On October 15, 1987, Burkina Faso president Thomas Sankara, the Marxist revolutionary and a feminist Pan-Africanst leader, was assassinated in a military coup. A week before his death, Sankara said in reference to Che Guevara, "Revolutionaries and individuals can be murdered, but ideas never die."


He changed the nation's name from the French colonial name Upper Volta, to Burkina Faso, which means "the land of the upright people."
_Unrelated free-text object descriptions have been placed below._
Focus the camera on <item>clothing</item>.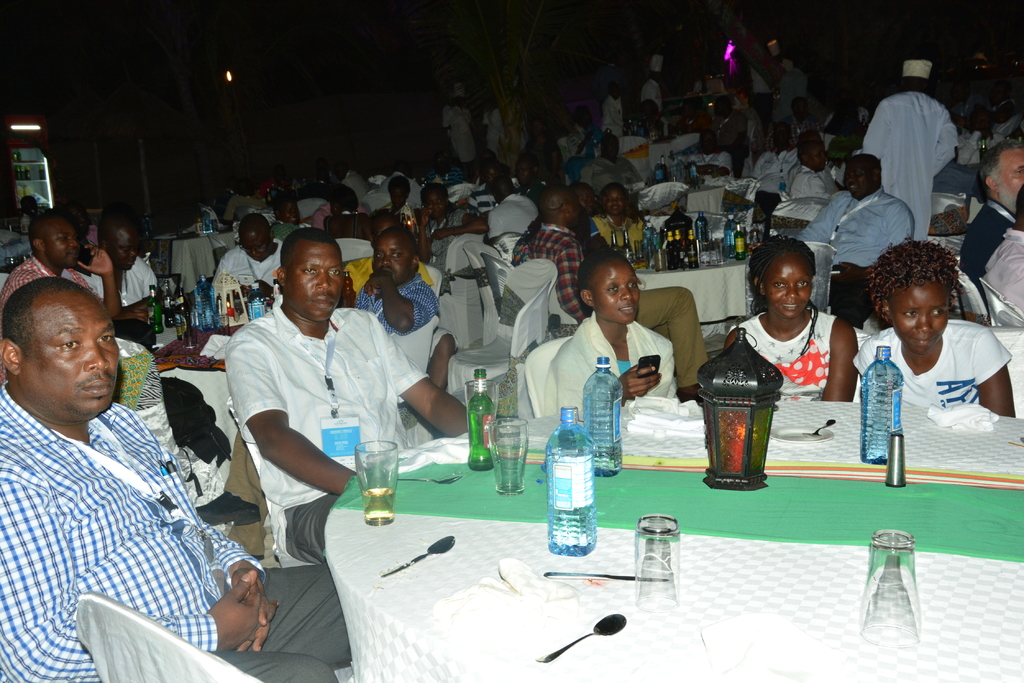
Focus region: <box>784,159,844,202</box>.
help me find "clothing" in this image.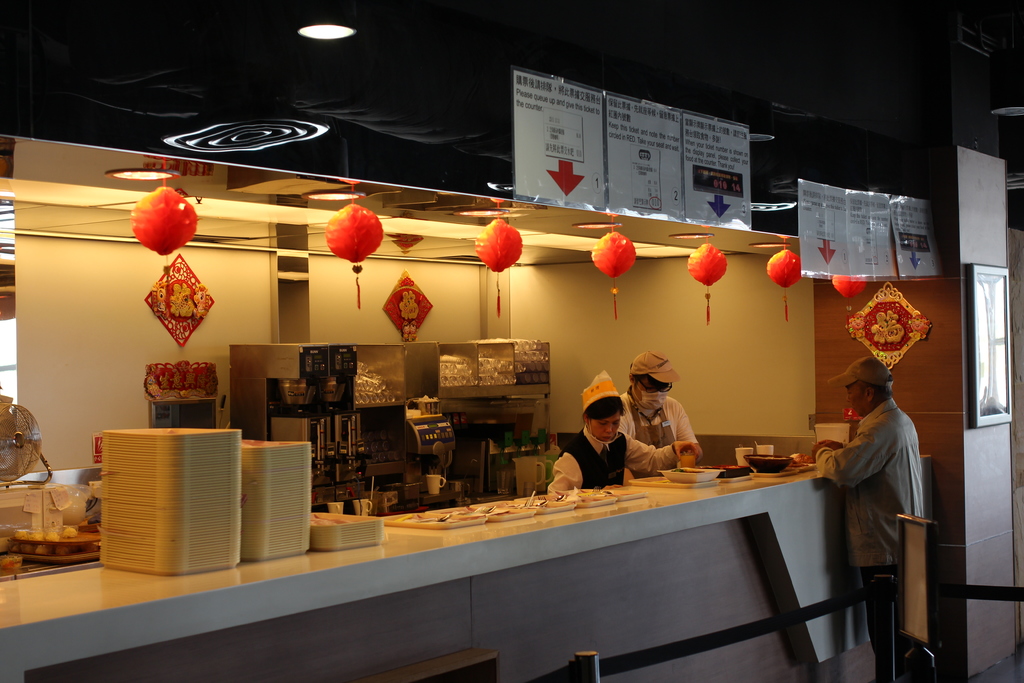
Found it: (left=544, top=432, right=676, bottom=497).
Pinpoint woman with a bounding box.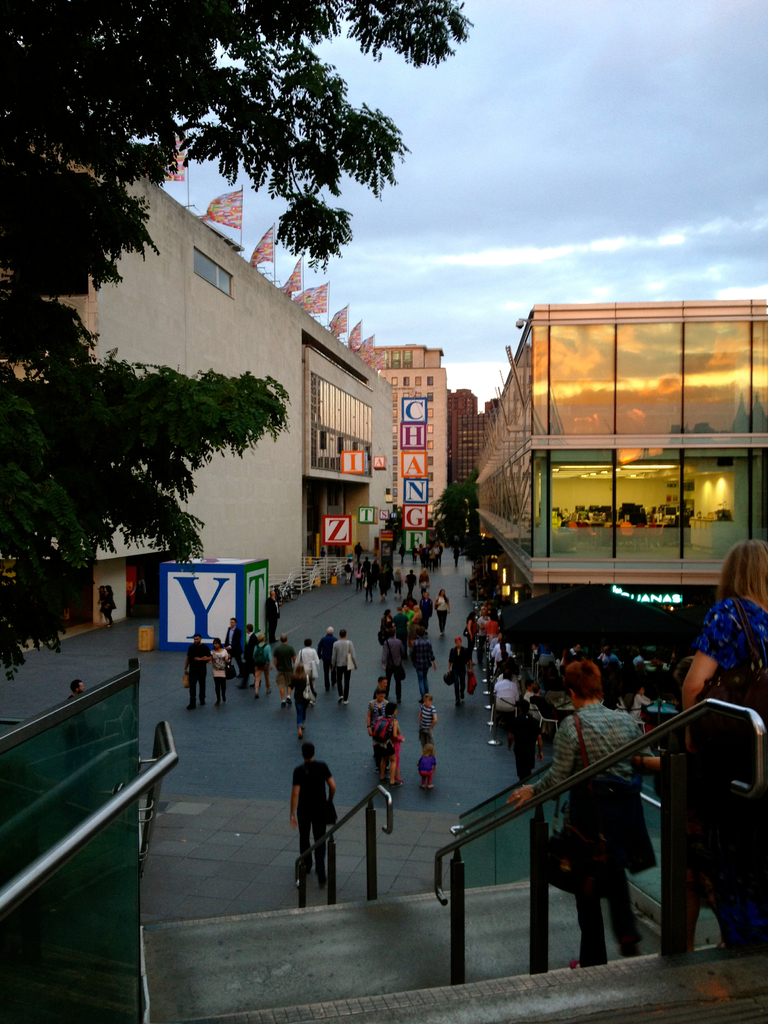
287, 663, 317, 740.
He worked in the four short years he was president to create a "third way," during the Cold War in order to separate Burkina Faso's path from the interests of France and the U.S. He pushed against the hegemonic power of France in west Africa, by calling for the end of African nations' debt to international banks and to the colonial nations of the West. He refused to take World Bank loans and instead focused on strengthening local production of food and textiles. Sankara also abolished obligatory labor and tribute payments to village chiefs, female circumcision and polygamy. He began national immunization and river blindness programs, built basic transportation and housing infrastructure, and promoted literacy programs. It was women and the rural poor who were the focus of his revolution and who benefited the most from his presidency.


He saw government workers as servants of the people. He only allowed himself to earn $450 a month and refused to allow civil servants to have chauffer-driven Mercedes or fly first class.


He is criticized for not tolerating political opposition, banning trade unions, or allowing a more free press.




He took on the role of president through a military coup led by himself and Captain Blaise Compaore. In 1983 and four years later Compaore led the successful coup against Sankara. To this day, Compaore, who was supported by the West and quickly overturned most of the reforms pursued by Sankara, is the president of Burkina Faso.

"You cannot carry out fundamental change without a certain amount of madness. In this case, it comes from nonconformity, the courage to turn your back on the old formulas, the courage to invent the future. It took the madmen of yesterday for us to be able to act with extreme clarity today. I want to be one of those madmen. We must dare to invent the future."